Perhaps 2:43, you ought to seek out and read The Grand Chessboard: American Primacy and Its Geostrategic Imperatives, written by Zbigniew Brzezinski.
ZBig knows of what he writes, for he has been a principle architect and adviser of US international policy for nearly all of the past five decades.
Clearly, initial involvement in Afghanistan had nothing to do with to do with retaliation, rather, it had everything to do with hubristic imperial expansion.
If mistakes were made, it was acting on Zbigniew Brzezinski's council.
We offer the following excerpts:

"How America 'manages' Eurasia is critical. A power that dominates Eurasia would control two of the world's three most advanced and economically productive regions. A mere glance at the map also suggests that control over Eurasia would almost automatically entail Africa's subordination, rendering the Western Hemisphere and Oceania geopolitically peripheral to the world's central continent. About 75 per cent of the world's people live in Eurasia, and most of the world's physical wealth is there as well, both in its enterprises and underneath its soil. Eurasia accounts for about three-fourths of the world's known energy resources."
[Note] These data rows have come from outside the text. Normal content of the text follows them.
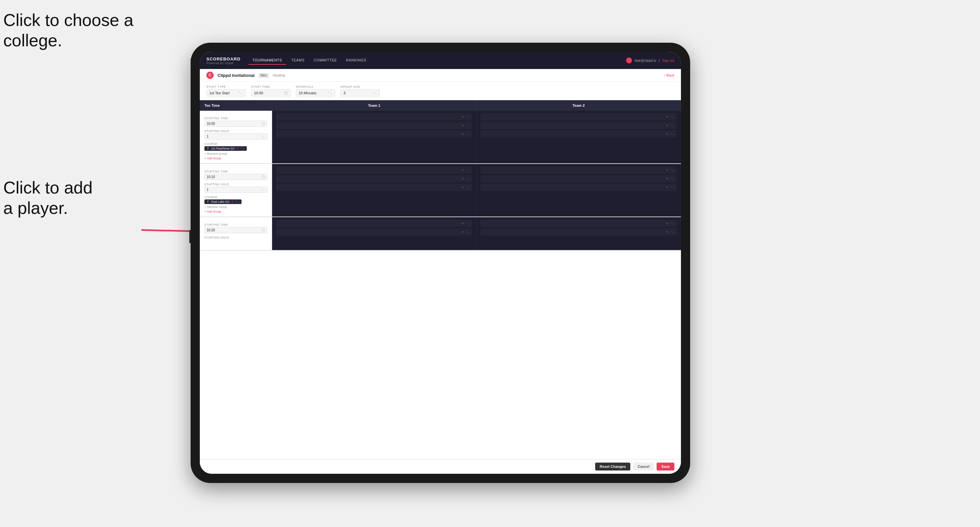 Image resolution: width=980 pixels, height=527 pixels. Describe the element at coordinates (208, 148) in the screenshot. I see `course-icon-1: 🏌` at that location.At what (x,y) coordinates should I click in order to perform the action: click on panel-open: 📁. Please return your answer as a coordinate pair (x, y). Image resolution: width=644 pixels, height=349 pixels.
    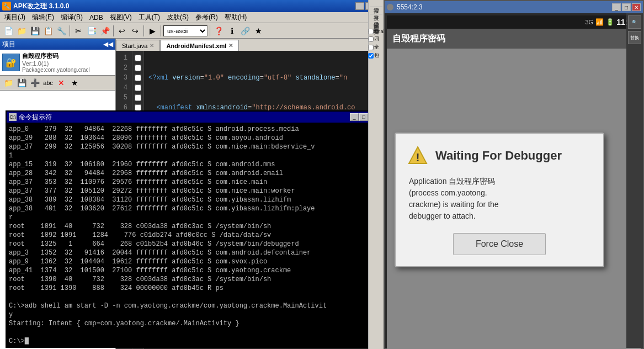
    Looking at the image, I should click on (8, 83).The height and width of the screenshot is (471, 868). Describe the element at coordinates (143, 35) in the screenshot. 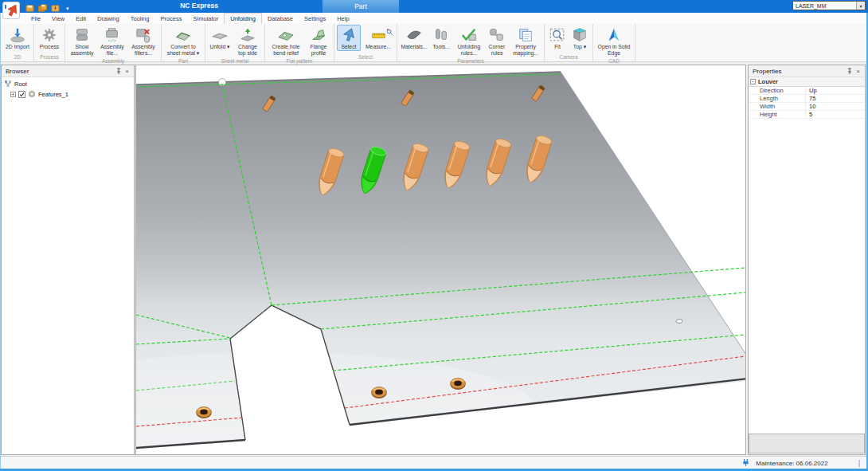

I see `assembly-filters-icon` at that location.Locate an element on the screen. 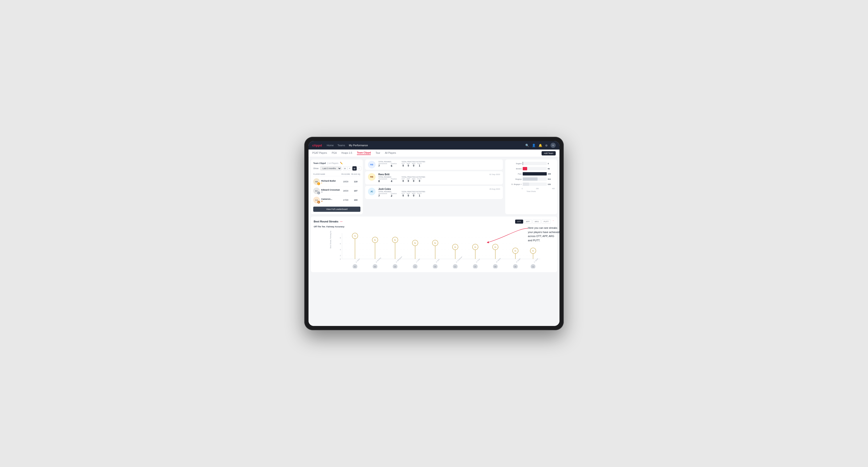 The height and width of the screenshot is (467, 868). sub-nav: PGAT Players PGA Hcaps 1-5 Team Clippd T… is located at coordinates (434, 153).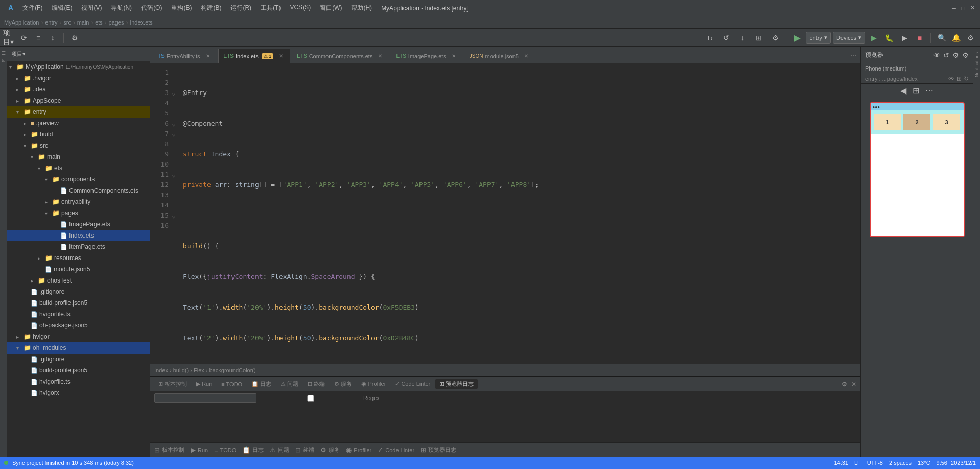 This screenshot has height=469, width=980. I want to click on settings-button: ⚙, so click(75, 38).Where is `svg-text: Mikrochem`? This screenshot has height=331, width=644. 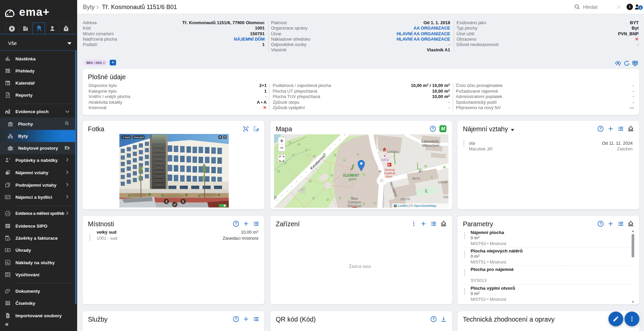 svg-text: Mikrochem is located at coordinates (431, 145).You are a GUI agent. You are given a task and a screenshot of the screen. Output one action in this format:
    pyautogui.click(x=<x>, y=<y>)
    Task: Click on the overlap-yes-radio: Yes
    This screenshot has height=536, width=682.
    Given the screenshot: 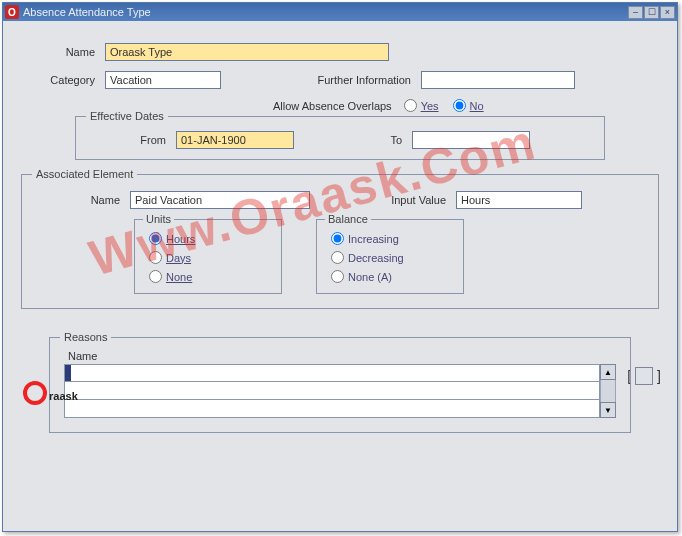 What is the action you would take?
    pyautogui.click(x=422, y=106)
"Never before has a populist democracy attained international supremacy. But the pursuit of power is not a goal that commands popular passion, except in conditions of a sudden threat or challenge to the public's sense of domestic well-being. The economic self-denial (that is, defense spending) and the human sacrifice (casualties, even among professional soldiers) required in the effort are uncongenial to democratic instincts. Democracy is inimical to imperial mobilization."